I wanted to share the joy of the idea, the madness of the coding , and the realization of the failure
So I play a game called EverQuest, yes the one from 1999. The newest expansion released what many are calling the Tradeskill expansion.
In 23 expansions there has never been a release that offered player made gear that was of quality.
Now of course one needs materials to craft this new gear. There is an in game market place for selling your extra stuff to other players. Now here is the kicker, NO ONE was selling the mats or if they were the prices were so high that 1 item was around 17.99 Real life money.
There is about 13 different EQ servers that allow one to move a character back and forth from for a real life money purchase.
So I dreamed up this scheme.
Idea : I was going to offer a Software as a Service Site that allowed one to log into and it would show the current qty and asking price of each of the needed materials for each of the servers.
I spent the first 24 hours building the framework of my idea.
ore.report was launched in under 24 hours!
Full log in, ready to be directed to the all mighty CC processor.
Now I had to actually slow down and think.
Issues: There is no EQ API.
So in my head I said, ah no big deal, I will write a TCP listener that will watch my network’s incoming stream while I do a search for the materials on each server in the online market place. Of course this listener would have to log the data it sees, so I then can write a parser to extract ONLY the data I need and upload it to my site, saving me hours of manually updating a web page.
I did not know where to start to create a TCP listener.
After a few hours of research, I decided to try to use this thing called
So I starting in Java, and quickly realized that I had zero idea what the API methods were to this DLL. So I had to get the source code.
Source code obtained no issues.
Problem 1 : it would NOT compile in Visual Studio 17
So I installed VS 15 – No compile
So I installed VS 10 – No compile
So I installed VS 8! HOURS later I finally learned how to run this archaic thing in a windows 10 environment. I got a Successful Compile.
I now had a .LIB but I had another issue. I could not tell what the method’s did! This was all C++ code and looked about as foreign to me as Chinese Lots of *^ Name and stuff.
Clearly i was in over my head and loosing precious time to launch my TIME sensitive Service if i was ever going to make money on the idea.
I quickly realized that I could not create a Java app with a C++ .LIB so I went to old google for help.
I came across a github my MS that had something interesting.
So I spent the next day taking this sample and coding it into a UWP my own creation in C#
It compiled and then I learned of my first failure
The game uses UDP to send traffic to the client.
This masterpiece was useless.
I slept a short 4 hours after this set back
I reattacked the issue the next morning finding this on google
So I spent the next few hours, because I had already learned this new UWP thing on the last failure, coding a new masterpiece.
Compile success!
I ran it and used TCP view to see what UDP port the game was sending too.
So I tried to attach the Listener to my port and something amazing happened.

I ran head long into something that I didnt know existed.
Network Isolationwhich means Process A can not access process B data
My program threw an error so hard that I think it flagged me at Microsoft for illegal activity!

You can NOT listen to a port in use by another process in windows. PERIOD
So my project came to screeching halt!
I spent the next few hours reading about this thing called
SO_REUSEADDR and SO_EXCLUSIVEADDRUSE
But I never could find it in the UWP docs so I looked harder at the error code.
I thought I hit gold with this post
But then I released this was from 2012…. so pre net 4.0? I am guessing and we are on 4.7
The rabbit hole goes deep…. and I was unable to find anything DIRECTLY relating to this forbidden access permissions for UWP.
I tried the magic words listed here.
I tried [SecurityCritical], [SecuritySafeCritical], [SecurityTransparent], and even the assembly page insert of AllowPartiallyTrustedCallers
But I was unable to use them with ASYNC and AWAIT operations and found zero documentation as to why not.
So for now the project is shelved, but I now have a deeper understanding of the Windows 10 programming environment.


» **Exercise**: Please print each record exactly, omitting none of them.

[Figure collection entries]
*** Begin section ***

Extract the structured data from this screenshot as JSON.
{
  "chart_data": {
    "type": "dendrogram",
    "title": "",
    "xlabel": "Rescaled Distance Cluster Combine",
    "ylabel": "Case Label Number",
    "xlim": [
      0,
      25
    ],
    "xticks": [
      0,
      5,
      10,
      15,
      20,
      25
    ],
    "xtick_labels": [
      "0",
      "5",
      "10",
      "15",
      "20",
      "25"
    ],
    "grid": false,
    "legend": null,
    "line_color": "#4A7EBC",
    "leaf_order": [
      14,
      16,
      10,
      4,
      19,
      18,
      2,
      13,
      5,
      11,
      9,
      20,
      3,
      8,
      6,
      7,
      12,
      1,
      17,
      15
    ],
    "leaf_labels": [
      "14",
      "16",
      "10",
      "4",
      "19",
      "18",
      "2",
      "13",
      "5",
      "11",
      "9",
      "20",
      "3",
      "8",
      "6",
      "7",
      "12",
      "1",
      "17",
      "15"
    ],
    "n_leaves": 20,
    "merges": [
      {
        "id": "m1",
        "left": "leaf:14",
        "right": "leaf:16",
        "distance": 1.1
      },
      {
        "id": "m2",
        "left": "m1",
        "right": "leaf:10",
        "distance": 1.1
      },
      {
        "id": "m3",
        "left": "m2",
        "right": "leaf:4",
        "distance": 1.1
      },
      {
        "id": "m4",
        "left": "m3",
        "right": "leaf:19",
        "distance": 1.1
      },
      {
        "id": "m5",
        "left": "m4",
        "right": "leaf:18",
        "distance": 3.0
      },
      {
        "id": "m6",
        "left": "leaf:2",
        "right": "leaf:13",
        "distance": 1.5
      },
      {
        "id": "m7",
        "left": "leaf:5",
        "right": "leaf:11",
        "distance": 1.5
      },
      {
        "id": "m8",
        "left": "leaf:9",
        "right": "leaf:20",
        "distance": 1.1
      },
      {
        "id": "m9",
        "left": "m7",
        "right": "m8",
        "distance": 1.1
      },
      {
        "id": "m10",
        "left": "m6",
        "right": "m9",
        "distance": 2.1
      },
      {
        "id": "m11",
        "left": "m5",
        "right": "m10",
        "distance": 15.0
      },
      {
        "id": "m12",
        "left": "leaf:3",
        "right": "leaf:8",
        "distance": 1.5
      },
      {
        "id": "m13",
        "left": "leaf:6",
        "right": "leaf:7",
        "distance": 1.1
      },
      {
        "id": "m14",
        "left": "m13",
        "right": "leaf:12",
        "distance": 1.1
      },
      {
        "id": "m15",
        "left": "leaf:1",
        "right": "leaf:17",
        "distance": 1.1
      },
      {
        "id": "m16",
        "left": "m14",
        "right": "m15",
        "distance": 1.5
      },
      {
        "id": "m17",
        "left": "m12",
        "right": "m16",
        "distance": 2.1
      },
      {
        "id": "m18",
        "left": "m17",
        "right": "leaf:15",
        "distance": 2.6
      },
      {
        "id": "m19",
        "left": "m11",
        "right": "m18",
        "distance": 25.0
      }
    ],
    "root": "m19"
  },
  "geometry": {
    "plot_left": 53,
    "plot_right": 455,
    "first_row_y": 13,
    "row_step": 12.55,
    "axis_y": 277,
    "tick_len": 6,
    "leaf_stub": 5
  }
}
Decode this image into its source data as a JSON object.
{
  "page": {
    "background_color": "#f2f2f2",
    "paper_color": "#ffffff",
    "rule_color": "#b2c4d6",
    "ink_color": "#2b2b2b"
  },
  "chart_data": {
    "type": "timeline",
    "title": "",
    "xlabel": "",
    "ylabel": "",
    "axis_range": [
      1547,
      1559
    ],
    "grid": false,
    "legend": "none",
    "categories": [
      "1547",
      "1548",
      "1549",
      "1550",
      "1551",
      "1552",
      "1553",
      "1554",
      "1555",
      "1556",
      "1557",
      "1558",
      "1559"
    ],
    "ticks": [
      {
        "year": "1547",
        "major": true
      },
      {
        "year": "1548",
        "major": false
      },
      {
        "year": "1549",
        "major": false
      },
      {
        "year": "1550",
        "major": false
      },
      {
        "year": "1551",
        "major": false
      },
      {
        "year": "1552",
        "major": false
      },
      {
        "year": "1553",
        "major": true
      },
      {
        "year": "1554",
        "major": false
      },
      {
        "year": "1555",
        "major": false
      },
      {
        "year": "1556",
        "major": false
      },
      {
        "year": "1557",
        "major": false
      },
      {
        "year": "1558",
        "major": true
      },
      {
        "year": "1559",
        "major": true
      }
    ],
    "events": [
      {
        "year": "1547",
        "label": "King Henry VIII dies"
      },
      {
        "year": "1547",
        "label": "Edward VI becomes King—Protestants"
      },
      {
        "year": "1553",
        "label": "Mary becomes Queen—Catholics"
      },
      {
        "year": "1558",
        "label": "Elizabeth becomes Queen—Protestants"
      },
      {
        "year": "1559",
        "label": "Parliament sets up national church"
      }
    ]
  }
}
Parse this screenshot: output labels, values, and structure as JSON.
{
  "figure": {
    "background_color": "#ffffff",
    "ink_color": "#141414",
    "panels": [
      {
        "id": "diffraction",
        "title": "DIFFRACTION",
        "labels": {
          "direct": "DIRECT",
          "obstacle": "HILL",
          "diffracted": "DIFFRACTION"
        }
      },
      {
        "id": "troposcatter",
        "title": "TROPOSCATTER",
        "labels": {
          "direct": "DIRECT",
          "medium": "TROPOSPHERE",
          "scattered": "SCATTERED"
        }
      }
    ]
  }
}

*** End section ***

» **Answer for the task**:
Extract the structured data from this screenshot as JSON.
{
  "chart_data": {
    "type": "dendrogram",
    "title": "",
    "xlabel": "Rescaled Distance Cluster Combine",
    "ylabel": "Case Label Number",
    "xlim": [
      0,
      25
    ],
    "xticks": [
      0,
      5,
      10,
      15,
      20,
      25
    ],
    "xtick_labels": [
      "0",
      "5",
      "10",
      "15",
      "20",
      "25"
    ],
    "grid": false,
    "legend": null,
    "line_color": "#4A7EBC",
    "leaf_order": [
      14,
      16,
      10,
      4,
      19,
      18,
      2,
      13,
      5,
      11,
      9,
      20,
      3,
      8,
      6,
      7,
      12,
      1,
      17,
      15
    ],
    "leaf_labels": [
      "14",
      "16",
      "10",
      "4",
      "19",
      "18",
      "2",
      "13",
      "5",
      "11",
      "9",
      "20",
      "3",
      "8",
      "6",
      "7",
      "12",
      "1",
      "17",
      "15"
    ],
    "n_leaves": 20,
    "merges": [
      {
        "id": "m1",
        "left": "leaf:14",
        "right": "leaf:16",
        "distance": 1.1
      },
      {
        "id": "m2",
        "left": "m1",
        "right": "leaf:10",
        "distance": 1.1
      },
      {
        "id": "m3",
        "left": "m2",
        "right": "leaf:4",
        "distance": 1.1
      },
      {
        "id": "m4",
        "left": "m3",
        "right": "leaf:19",
        "distance": 1.1
      },
      {
        "id": "m5",
        "left": "m4",
        "right": "leaf:18",
        "distance": 3.0
      },
      {
        "id": "m6",
        "left": "leaf:2",
        "right": "leaf:13",
        "distance": 1.5
      },
      {
        "id": "m7",
        "left": "leaf:5",
        "right": "leaf:11",
        "distance": 1.5
      },
      {
        "id": "m8",
        "left": "leaf:9",
        "right": "leaf:20",
        "distance": 1.1
      },
      {
        "id": "m9",
        "left": "m7",
        "right": "m8",
        "distance": 1.1
      },
      {
        "id": "m10",
        "left": "m6",
        "right": "m9",
        "distance": 2.1
      },
      {
        "id": "m11",
        "left": "m5",
        "right": "m10",
        "distance": 15.0
      },
      {
        "id": "m12",
        "left": "leaf:3",
        "right": "leaf:8",
        "distance": 1.5
      },
      {
        "id": "m13",
        "left": "leaf:6",
        "right": "leaf:7",
        "distance": 1.1
      },
      {
        "id": "m14",
        "left": "m13",
        "right": "leaf:12",
        "distance": 1.1
      },
      {
        "id": "m15",
        "left": "leaf:1",
        "right": "leaf:17",
        "distance": 1.1
      },
      {
        "id": "m16",
        "left": "m14",
        "right": "m15",
        "distance": 1.5
      },
      {
        "id": "m17",
        "left": "m12",
        "right": "m16",
        "distance": 2.1
      },
      {
        "id": "m18",
        "left": "m17",
        "right": "leaf:15",
        "distance": 2.6
      },
      {
        "id": "m19",
        "left": "m11",
        "right": "m18",
        "distance": 25.0
      }
    ],
    "root": "m19"
  },
  "geometry": {
    "plot_left": 53,
    "plot_right": 455,
    "first_row_y": 13,
    "row_step": 12.55,
    "axis_y": 277,
    "tick_len": 6,
    "leaf_stub": 5
  }
}
Decode this image into its source data as a JSON object.
{
  "page": {
    "background_color": "#f2f2f2",
    "paper_color": "#ffffff",
    "rule_color": "#b2c4d6",
    "ink_color": "#2b2b2b"
  },
  "chart_data": {
    "type": "timeline",
    "title": "",
    "xlabel": "",
    "ylabel": "",
    "axis_range": [
      1547,
      1559
    ],
    "grid": false,
    "legend": "none",
    "categories": [
      "1547",
      "1548",
      "1549",
      "1550",
      "1551",
      "1552",
      "1553",
      "1554",
      "1555",
      "1556",
      "1557",
      "1558",
      "1559"
    ],
    "ticks": [
      {
        "year": "1547",
        "major": true
      },
      {
        "year": "1548",
        "major": false
      },
      {
        "year": "1549",
        "major": false
      },
      {
        "year": "1550",
        "major": false
      },
      {
        "year": "1551",
        "major": false
      },
      {
        "year": "1552",
        "major": false
      },
      {
        "year": "1553",
        "major": true
      },
      {
        "year": "1554",
        "major": false
      },
      {
        "year": "1555",
        "major": false
      },
      {
        "year": "1556",
        "major": false
      },
      {
        "year": "1557",
        "major": false
      },
      {
        "year": "1558",
        "major": true
      },
      {
        "year": "1559",
        "major": true
      }
    ],
    "events": [
      {
        "year": "1547",
        "label": "King Henry VIII dies"
      },
      {
        "year": "1547",
        "label": "Edward VI becomes King—Protestants"
      },
      {
        "year": "1553",
        "label": "Mary becomes Queen—Catholics"
      },
      {
        "year": "1558",
        "label": "Elizabeth becomes Queen—Protestants"
      },
      {
        "year": "1559",
        "label": "Parliament sets up national church"
      }
    ]
  }
}
Parse this screenshot: output labels, values, and structure as JSON.
{
  "figure": {
    "background_color": "#ffffff",
    "ink_color": "#141414",
    "panels": [
      {
        "id": "diffraction",
        "title": "DIFFRACTION",
        "labels": {
          "direct": "DIRECT",
          "obstacle": "HILL",
          "diffracted": "DIFFRACTION"
        }
      },
      {
        "id": "troposcatter",
        "title": "TROPOSCATTER",
        "labels": {
          "direct": "DIRECT",
          "medium": "TROPOSPHERE",
          "scattered": "SCATTERED"
        }
      }
    ]
  }
}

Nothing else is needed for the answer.